Figure 1: Quantum processor and gate sequence for implementing and characterizing bit-flip QEC by stabilizer measurements. | Nature Communications

Figure 1: Quantum processor and gate sequence for implementing and characterizing bit-flip QEC by stabilizer measurements.

From: Detecting bit-flip errors in a logical qubit using stabilizer measurements

Figure 1

(a) Photograph of the processor (scale bar on the bottom-right indicates 1 mm) showing the position and interconnections of data qubits (Dt, Dm and Db), ancilla qubits (At and Ab), buses (Bt and Bb) and dedicated readout resonators. These resonators couple to one common feedline to which all readout and microwave control pulses are applied18. Flux-bias lines (ports 2–5 and 7) allow control of the qubit transition frequencies on nanosecond timescale (Supplementary Fig. 1). Details of the processor, including fabrication, parameters and performance benchmarks are provided in Methods and Supplementary Table 1. (b) Block diagram for characterizing bit-flip QEC by parallelized parity measurements of pairs (Dt, Dm) and (Dm, Db). The Dm state is first encoded into the logical qubit state . Coherent or incoherent bit-flip errors are then introduced on data qubits with independent single-bit-flip probability perr. Parallelized ZtZm and ZmZb stabilizer measurements discretize these errors and the two-bit measurement result PtPb is interpreted as signalling either no error or error on one qubit. (c) Gate sequence implementing the stabilizer measurements by parallelized interaction with ancilla qubits and projective ancilla measurements. Each ancilla is prepared in a superposition state that is transferred to the respective bus with an iSWAP gate (diagonal lines). Consecutive CPHASE gates between each bus and the coupled data qubits (vertical lines) encode the data-qubit parity in the quantum phase of the bus superposition state. The final iSWAP transfers this state to the ancilla, and the latter is then projectively measured in the |±〉 basis. Halfway through the interaction step, a refocusing π pulse is applied to Dm to reduce inhomogeneous dephasing.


WHAT THE TASK ASKS: Skip the images; return every entry exactly.

SUPPLIED DATA:
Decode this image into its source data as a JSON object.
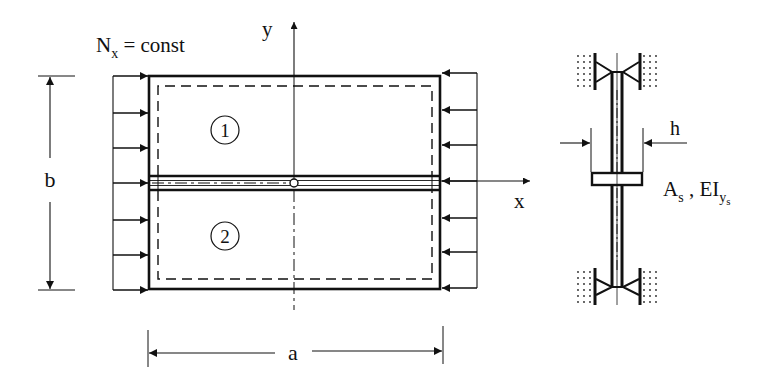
{
  "diagram": {
    "type": "stiffened plate under uniform compression",
    "labels": {
      "load": "N",
      "load_sub": "x",
      "load_rest": " = const",
      "y_axis": "y",
      "x_axis": "x",
      "width_dim": "b",
      "length_dim": "a",
      "panel_1": "1",
      "panel_2": "2",
      "thickness": "h",
      "stiffener_area": "A",
      "stiffener_area_sub": "s",
      "separator": " , ",
      "stiffener_rigidity": "EI",
      "stiffener_rigidity_sub": "y",
      "stiffener_rigidity_subsub": "s"
    },
    "colors": {
      "ink": "#111111",
      "background": "#ffffff"
    }
  }
}
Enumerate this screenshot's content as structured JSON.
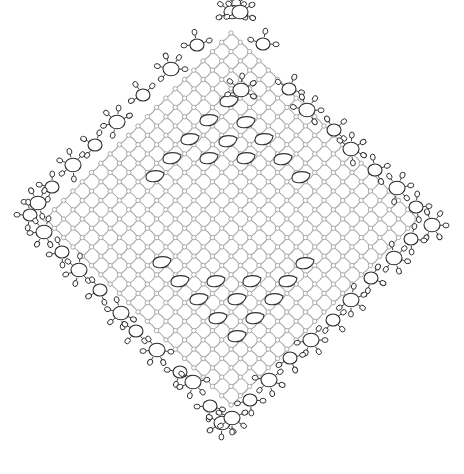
{
  "diagram": {
    "colors": {
      "mesh": "#a8a8a8",
      "motif": "#2a2a2a",
      "background": "#ffffff"
    },
    "shape": {
      "type": "diamond",
      "top": [
        232,
        8
      ],
      "right": [
        440,
        222
      ],
      "bottom": [
        228,
        430
      ],
      "left": [
        22,
        214
      ]
    },
    "mesh": {
      "pitch_x": 18.6,
      "pitch_y": 18.6,
      "picot_radius": 2.2
    },
    "teardrops_upper": [
      [
        229,
        101
      ],
      [
        209,
        120
      ],
      [
        246,
        122
      ],
      [
        190,
        139
      ],
      [
        228,
        141
      ],
      [
        264,
        139
      ],
      [
        172,
        158
      ],
      [
        209,
        158
      ],
      [
        246,
        158
      ],
      [
        283,
        159
      ],
      [
        155,
        176
      ],
      [
        301,
        177
      ]
    ],
    "teardrops_lower": [
      [
        162,
        262
      ],
      [
        305,
        263
      ],
      [
        180,
        281
      ],
      [
        216,
        281
      ],
      [
        252,
        281
      ],
      [
        288,
        281
      ],
      [
        199,
        299
      ],
      [
        237,
        299
      ],
      [
        274,
        299
      ],
      [
        218,
        318
      ],
      [
        255,
        318
      ],
      [
        237,
        336
      ]
    ],
    "edge_rings": {
      "top_left": [
        [
          232,
          12,
          "large"
        ],
        [
          197,
          45,
          "small"
        ],
        [
          171,
          69,
          "large"
        ],
        [
          143,
          95,
          "small"
        ],
        [
          117,
          122,
          "large"
        ],
        [
          95,
          145,
          "small"
        ],
        [
          73,
          165,
          "large"
        ],
        [
          52,
          187,
          "small"
        ],
        [
          38,
          203,
          "large"
        ]
      ],
      "top_right": [
        [
          240,
          12,
          "large"
        ],
        [
          263,
          44,
          "small"
        ],
        [
          241,
          90,
          "large"
        ],
        [
          289,
          89,
          "small"
        ],
        [
          307,
          110,
          "large"
        ],
        [
          334,
          130,
          "small"
        ],
        [
          351,
          149,
          "large"
        ],
        [
          375,
          170,
          "small"
        ],
        [
          397,
          188,
          "large"
        ],
        [
          416,
          207,
          "small"
        ],
        [
          432,
          225,
          "large"
        ]
      ],
      "bottom_left": [
        [
          30,
          215,
          "small"
        ],
        [
          44,
          232,
          "large"
        ],
        [
          62,
          252,
          "small"
        ],
        [
          79,
          270,
          "large"
        ],
        [
          100,
          290,
          "small"
        ],
        [
          121,
          313,
          "large"
        ],
        [
          136,
          331,
          "small"
        ],
        [
          157,
          350,
          "large"
        ],
        [
          180,
          372,
          "small"
        ],
        [
          193,
          382,
          "large"
        ],
        [
          210,
          406,
          "small"
        ],
        [
          222,
          423,
          "large"
        ]
      ],
      "bottom_right": [
        [
          411,
          239,
          "small"
        ],
        [
          394,
          258,
          "large"
        ],
        [
          371,
          278,
          "small"
        ],
        [
          351,
          300,
          "large"
        ],
        [
          333,
          320,
          "small"
        ],
        [
          311,
          340,
          "large"
        ],
        [
          290,
          358,
          "small"
        ],
        [
          269,
          380,
          "large"
        ],
        [
          250,
          400,
          "small"
        ],
        [
          232,
          418,
          "large"
        ]
      ]
    }
  }
}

SOLUTION TO THIS EXERCISE:
Decode this image into its source data as a JSON object.
{
  "diagram": {
    "type": "stiffened plate under uniform compression",
    "labels": {
      "load": "N",
      "load_sub": "x",
      "load_rest": " = const",
      "y_axis": "y",
      "x_axis": "x",
      "width_dim": "b",
      "length_dim": "a",
      "panel_1": "1",
      "panel_2": "2",
      "thickness": "h",
      "stiffener_area": "A",
      "stiffener_area_sub": "s",
      "separator": " , ",
      "stiffener_rigidity": "EI",
      "stiffener_rigidity_sub": "y",
      "stiffener_rigidity_subsub": "s"
    },
    "colors": {
      "ink": "#111111",
      "background": "#ffffff"
    }
  }
}
Enumerate this screenshot's content as structured JSON.
{
  "diagram": {
    "colors": {
      "mesh": "#a8a8a8",
      "motif": "#2a2a2a",
      "background": "#ffffff"
    },
    "shape": {
      "type": "diamond",
      "top": [
        232,
        8
      ],
      "right": [
        440,
        222
      ],
      "bottom": [
        228,
        430
      ],
      "left": [
        22,
        214
      ]
    },
    "mesh": {
      "pitch_x": 18.6,
      "pitch_y": 18.6,
      "picot_radius": 2.2
    },
    "teardrops_upper": [
      [
        229,
        101
      ],
      [
        209,
        120
      ],
      [
        246,
        122
      ],
      [
        190,
        139
      ],
      [
        228,
        141
      ],
      [
        264,
        139
      ],
      [
        172,
        158
      ],
      [
        209,
        158
      ],
      [
        246,
        158
      ],
      [
        283,
        159
      ],
      [
        155,
        176
      ],
      [
        301,
        177
      ]
    ],
    "teardrops_lower": [
      [
        162,
        262
      ],
      [
        305,
        263
      ],
      [
        180,
        281
      ],
      [
        216,
        281
      ],
      [
        252,
        281
      ],
      [
        288,
        281
      ],
      [
        199,
        299
      ],
      [
        237,
        299
      ],
      [
        274,
        299
      ],
      [
        218,
        318
      ],
      [
        255,
        318
      ],
      [
        237,
        336
      ]
    ],
    "edge_rings": {
      "top_left": [
        [
          232,
          12,
          "large"
        ],
        [
          197,
          45,
          "small"
        ],
        [
          171,
          69,
          "large"
        ],
        [
          143,
          95,
          "small"
        ],
        [
          117,
          122,
          "large"
        ],
        [
          95,
          145,
          "small"
        ],
        [
          73,
          165,
          "large"
        ],
        [
          52,
          187,
          "small"
        ],
        [
          38,
          203,
          "large"
        ]
      ],
      "top_right": [
        [
          240,
          12,
          "large"
        ],
        [
          263,
          44,
          "small"
        ],
        [
          241,
          90,
          "large"
        ],
        [
          289,
          89,
          "small"
        ],
        [
          307,
          110,
          "large"
        ],
        [
          334,
          130,
          "small"
        ],
        [
          351,
          149,
          "large"
        ],
        [
          375,
          170,
          "small"
        ],
        [
          397,
          188,
          "large"
        ],
        [
          416,
          207,
          "small"
        ],
        [
          432,
          225,
          "large"
        ]
      ],
      "bottom_left": [
        [
          30,
          215,
          "small"
        ],
        [
          44,
          232,
          "large"
        ],
        [
          62,
          252,
          "small"
        ],
        [
          79,
          270,
          "large"
        ],
        [
          100,
          290,
          "small"
        ],
        [
          121,
          313,
          "large"
        ],
        [
          136,
          331,
          "small"
        ],
        [
          157,
          350,
          "large"
        ],
        [
          180,
          372,
          "small"
        ],
        [
          193,
          382,
          "large"
        ],
        [
          210,
          406,
          "small"
        ],
        [
          222,
          423,
          "large"
        ]
      ],
      "bottom_right": [
        [
          411,
          239,
          "small"
        ],
        [
          394,
          258,
          "large"
        ],
        [
          371,
          278,
          "small"
        ],
        [
          351,
          300,
          "large"
        ],
        [
          333,
          320,
          "small"
        ],
        [
          311,
          340,
          "large"
        ],
        [
          290,
          358,
          "small"
        ],
        [
          269,
          380,
          "large"
        ],
        [
          250,
          400,
          "small"
        ],
        [
          232,
          418,
          "large"
        ]
      ]
    }
  }
}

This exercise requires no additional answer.